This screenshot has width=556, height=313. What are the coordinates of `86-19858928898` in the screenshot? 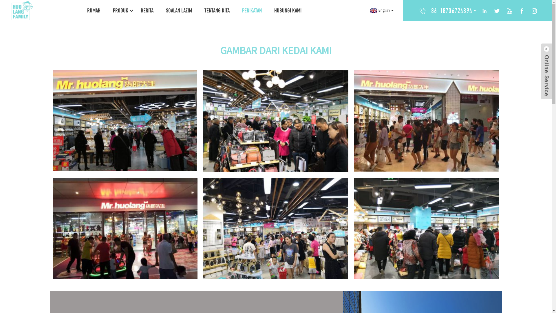 It's located at (452, 24).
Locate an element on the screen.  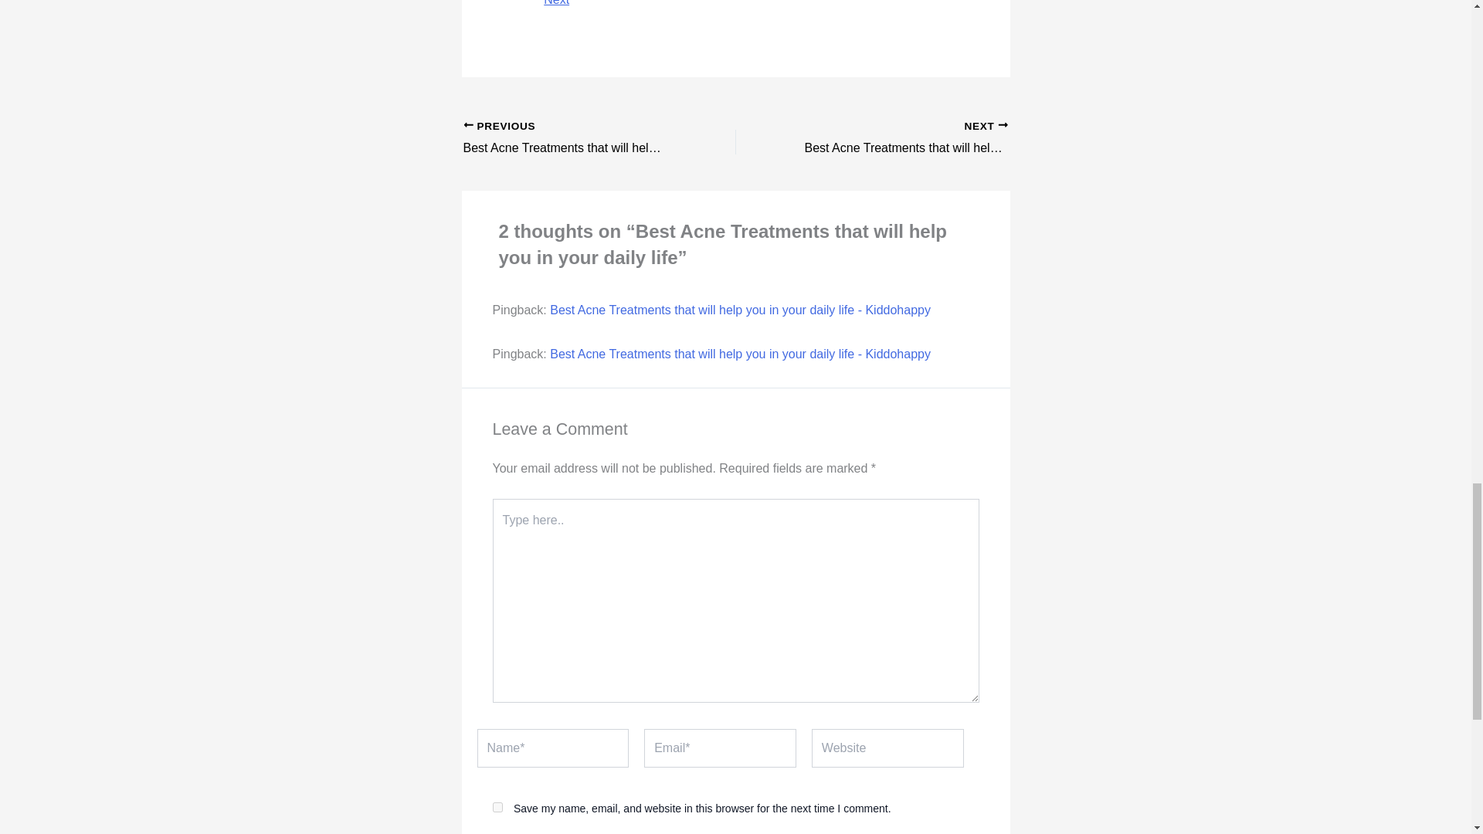
yes is located at coordinates (497, 806).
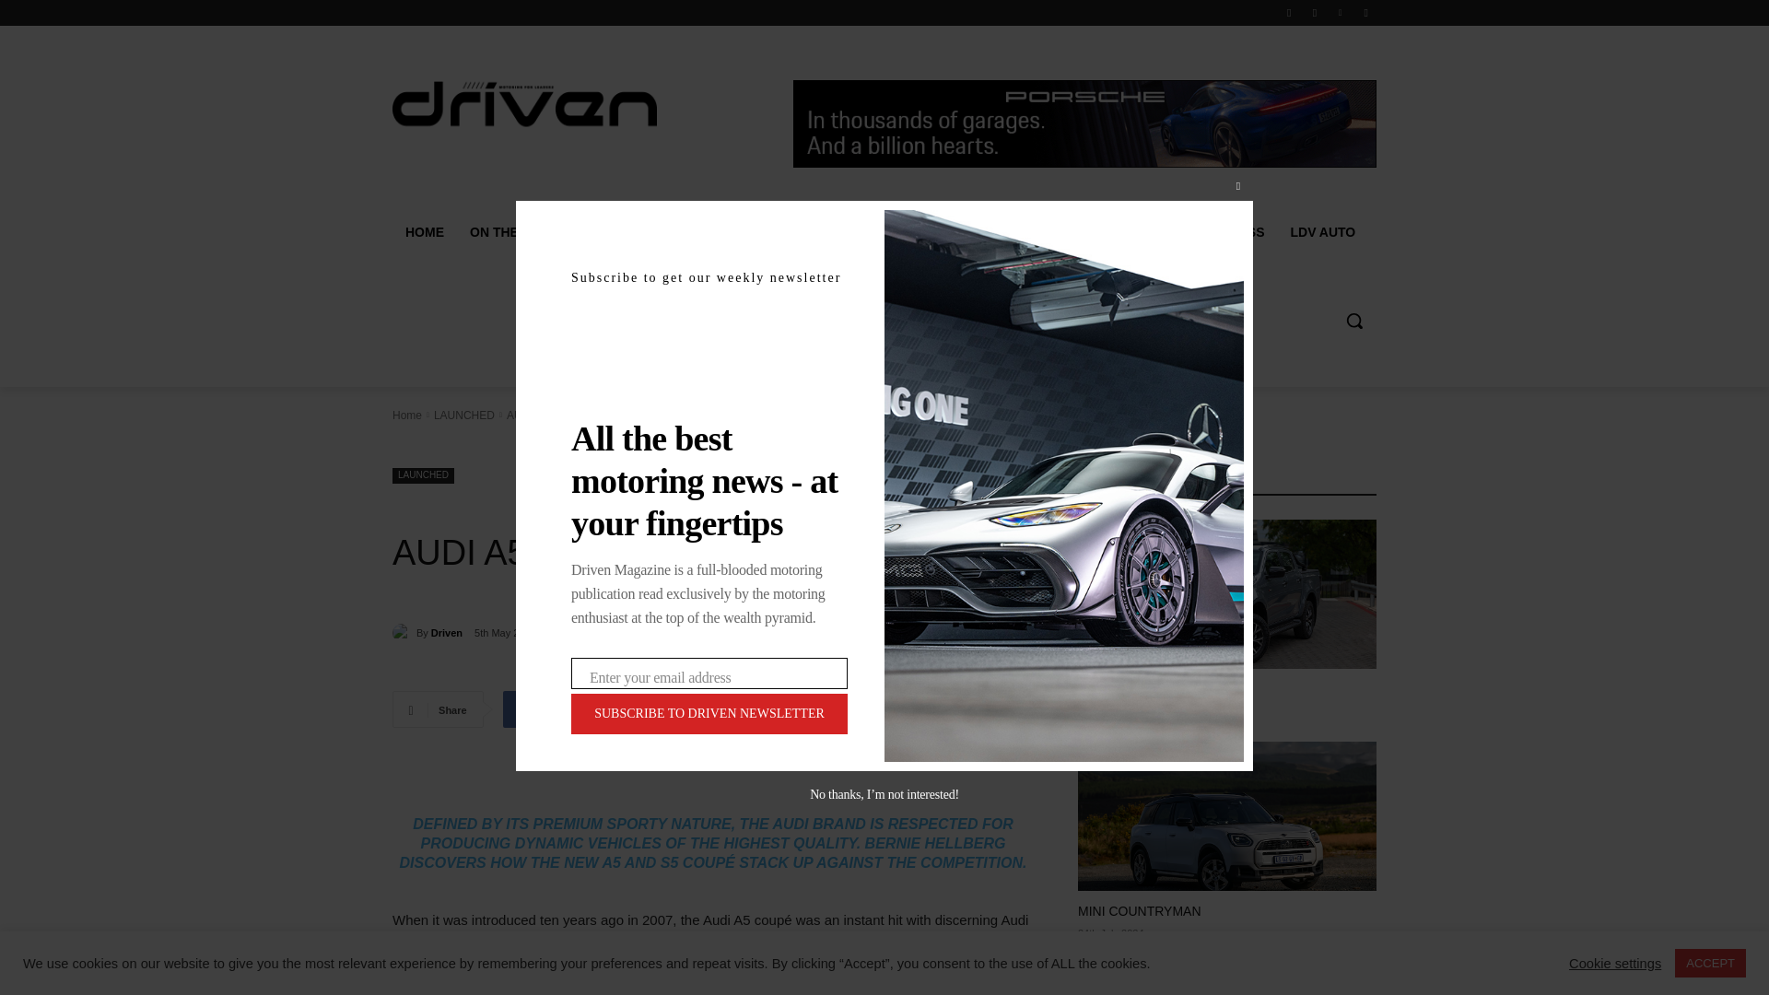  What do you see at coordinates (524, 232) in the screenshot?
I see `ON THE COVER` at bounding box center [524, 232].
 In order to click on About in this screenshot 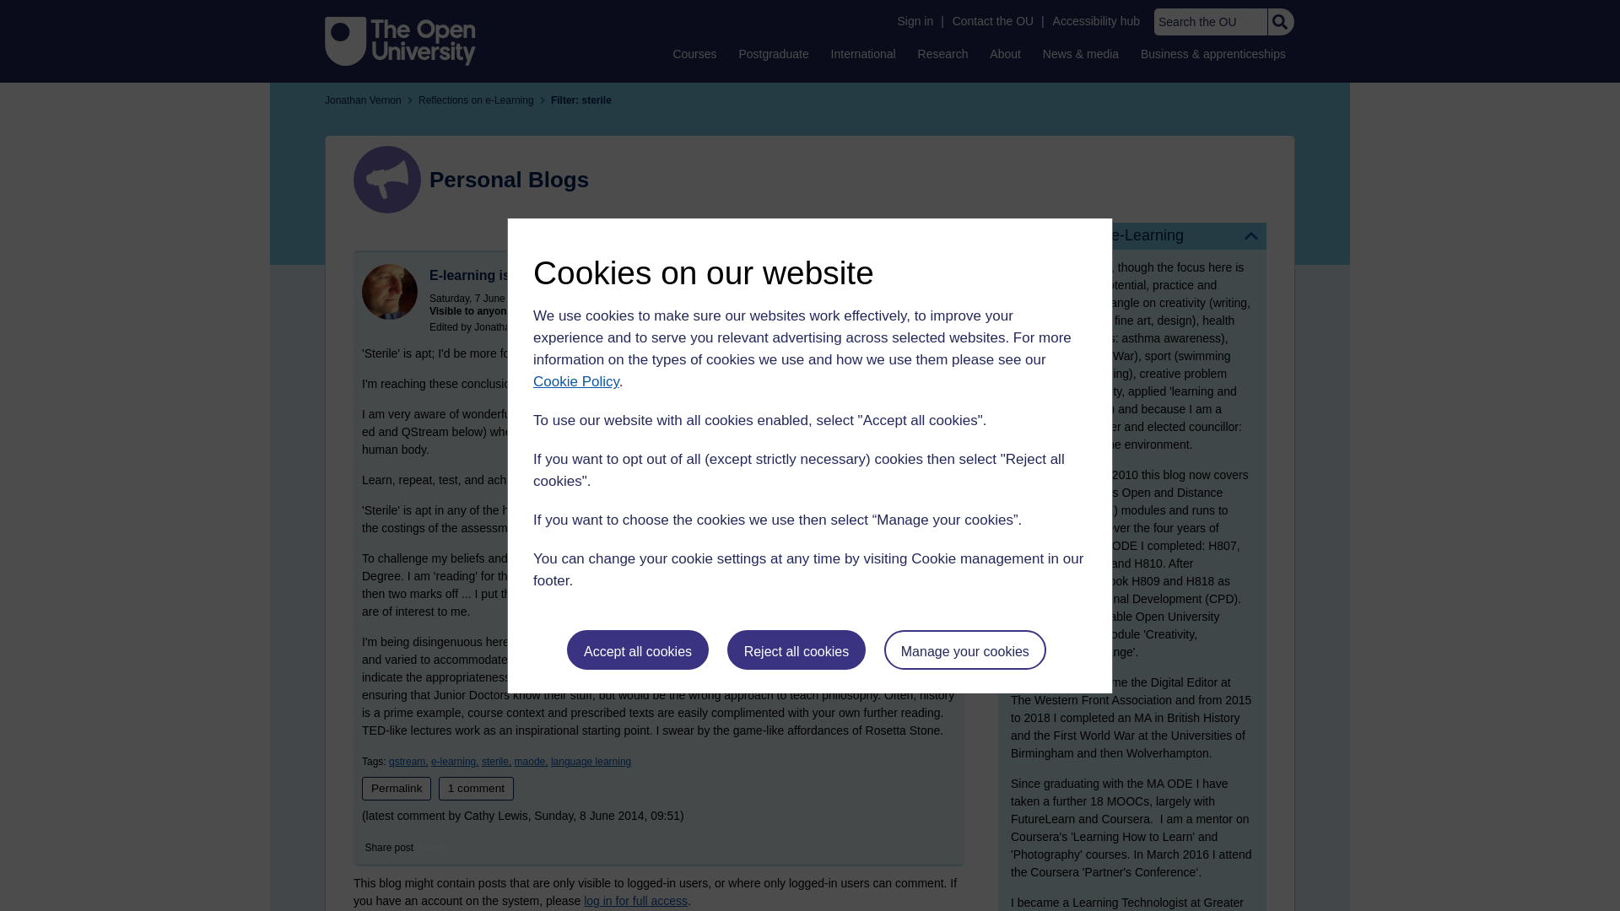, I will do `click(1005, 53)`.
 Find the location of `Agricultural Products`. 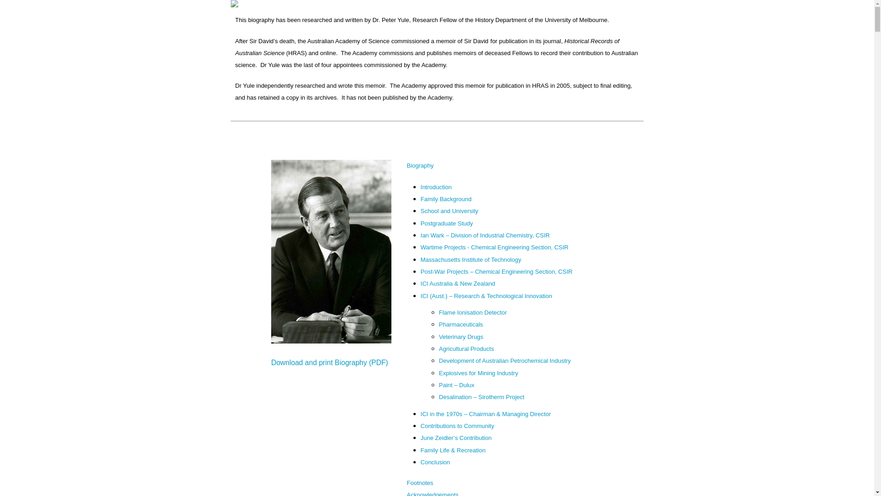

Agricultural Products is located at coordinates (467, 348).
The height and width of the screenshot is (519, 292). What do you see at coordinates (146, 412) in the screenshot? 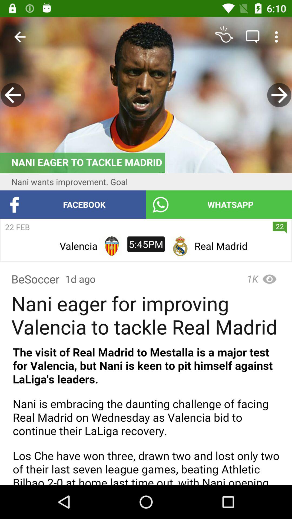
I see `advertisement` at bounding box center [146, 412].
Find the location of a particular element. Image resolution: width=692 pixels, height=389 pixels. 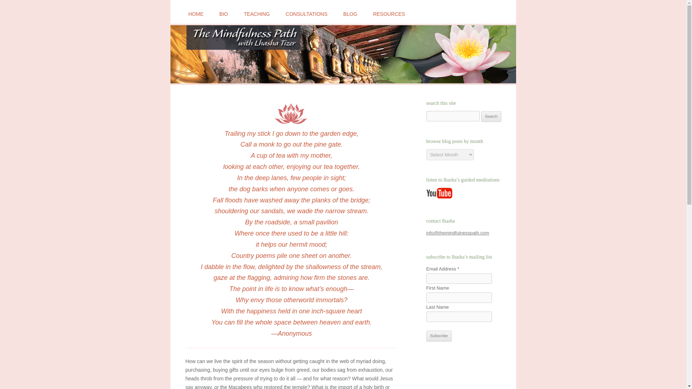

________________________

* Aim of the exercise: Output nothing but the lines from the line with "The height and" through the last line of the material above, please, word for word and without the pictures.

* Your solution:
The height and width of the screenshot is (519, 292). What do you see at coordinates (146, 412) in the screenshot? 
I see `advertisement` at bounding box center [146, 412].
Find the location of a particular element. Image resolution: width=692 pixels, height=389 pixels. 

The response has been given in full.